From a Biblical standpoint, there is nothing objectionable to a Christian citizen pledging allegiance to the nation or to the flag, the symbol of the republic. Nowhere does the pledge imply that this is a citizen’s highest allegiance. From Acts 5:29, where the apostles declared, “We must obey God rather than men,” we know that only in those rare situations where the laws of men conflict with the laws of God must we practice civil disobedience, even if it were to require time in prison. After all, the authorities tried to prevent the apostles from proclaiming the Gospel of Jesus. They refused, and found themselves jailed for it. Christians can be truly thankful for the first amendment, which not only prevents Congress from passing laws establishing religion, but also prohibits them from passing ones that prohibit the free exercise of our faith.

However, the idea that “God” is not religion-specific is more troublesome. If this were a prayer, and we were in a group of students that included Hindus, Buddhists, Jews, Muslims, and Christians, and we all prayed together, it would be offensive to the true God. Jesus said, “Whatever you ask the Father in my name, he will give it to you.” Prayers that are not offered “in Jesus’ name,” are not worship of the true God. And “in Jesus’ name” does not simply mean you recite that phrase as if it were an incantation or a mantra, it means that you pray as a believer in Jesus, recognizing that only through the death and resurrection of Christ Jesus do you, as a sinful human being, have access to God’s presence through prayer.

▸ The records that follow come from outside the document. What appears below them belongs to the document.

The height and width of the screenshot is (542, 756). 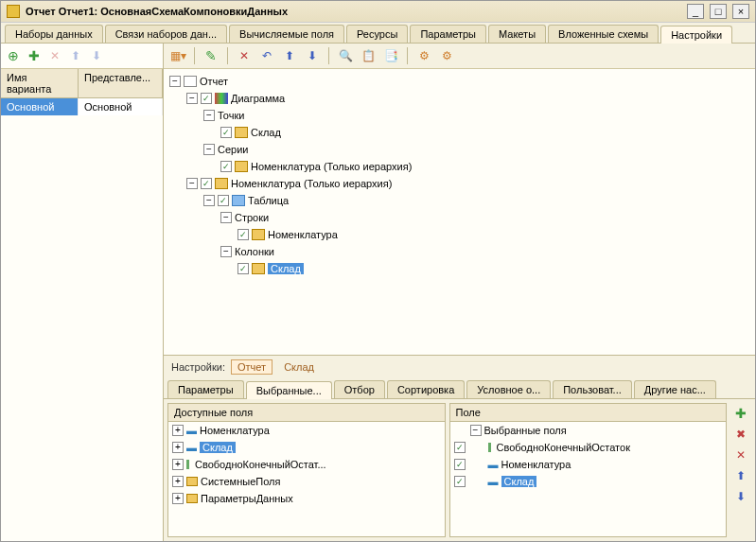 I want to click on tree-series: Серии, so click(x=233, y=149).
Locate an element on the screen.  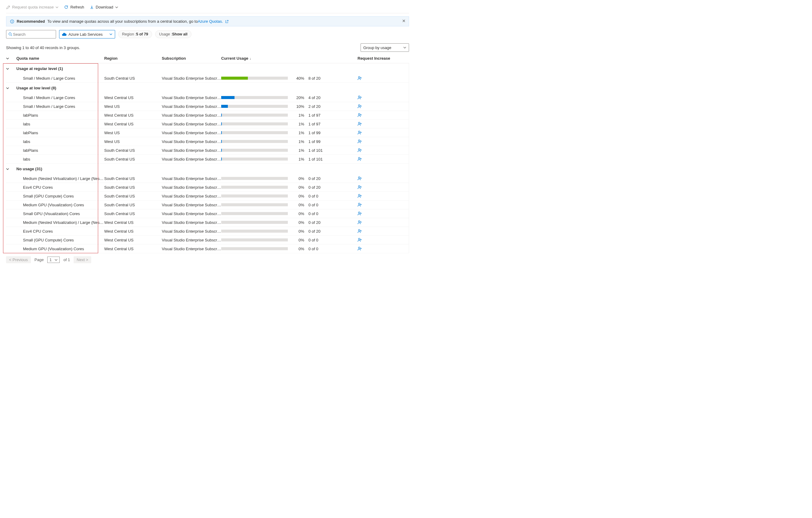
region-filter-value: 5 of 79 is located at coordinates (142, 34).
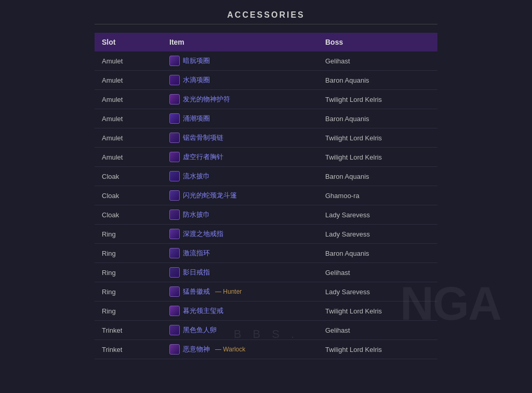  What do you see at coordinates (266, 272) in the screenshot?
I see `table-row: Ring影日戒指Gelihast` at bounding box center [266, 272].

This past week we have heard reports on Hinduism and Judaism. There are adherents of both religions who claim that there is no difference between their faith and the beliefs of Christians. Hinduism, as we have studied, has a history of adaptation and absorbing of other religions into itself. George Harrison of the Beatles wrote “My Sweet Lord” with the clear intention of juxtaposing the Judeo-Christian word of praise “Hallelujah” with the words “Hare Krishna,” thereby inferring that the two were identical. And it is almost taken for granted and assumed that “Jews and Christians worship the same God” because we both have the Old Testament and worship the God of Abraham, Isaac, and Jacob.

Consider, however, Jesus’ dealings with the Jews of his day. He told them in John 5:23, “He who does not honor the Son does not honor the Father who sent him.” This apostle also wrote by inspiration, “No one who denies the Son has the Father; whoever acknowledges the Son has the Father also (I John 2:23).” Simply put, because Jews (and by this is obviously not meant the ethnic or racial Jew who believes in Jesus) reject Jesus and his divinity, and reject the Trinity, they do not worship the same God as Christians.

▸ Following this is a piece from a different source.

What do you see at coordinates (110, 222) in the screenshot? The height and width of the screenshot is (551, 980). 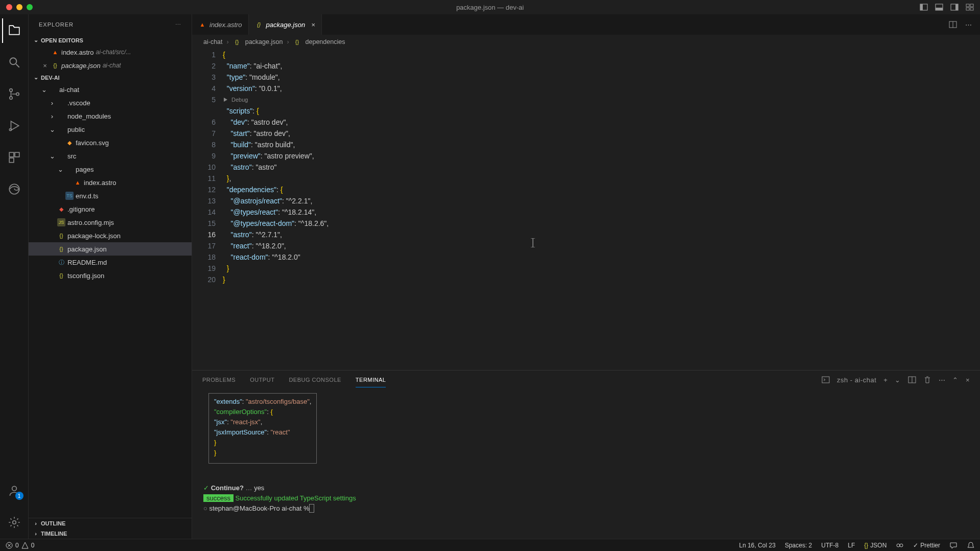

There is and always has been only one God and one way to heaven. Jesus said “I am the way (not “a” way), the truth, and the life; no one comes to the Father except through me. (John 14:6).” Those pious and faithful Jews who lived prior to Jesus’ coming in the flesh were saved by faith in the promises of the Savior even as you and I are saved by faith in those same promises. As Paul put it in Romans 4:1-2, “If, in fact, Abraham was justified by works, he had something to boast about—but not before God. What does the Scripture say? Abraham believed God, and it was credited to him as righteousness.” The true children of Abraham are those who believe as Abraham did. And, as Paul wrote to the Galatians, “You are all sons of God through faith in Christ Jesus, for as many of you as are baptized into Christ have been clothed with Christ. There is neither Jew nor Greek, male nor female, slave nor free, for you are all one in Christ Jesus our Lord (3:26-27).”

On another occasion, this blog will consider the issue of the land of Israel, today’s modern nation-state of Israel, and whether it has any bearing on the fulfillment of biblical prophecy. Use the comments to talk about the Supreme Court, the pledge of allegiance, the establishment clause, or anything addressed above.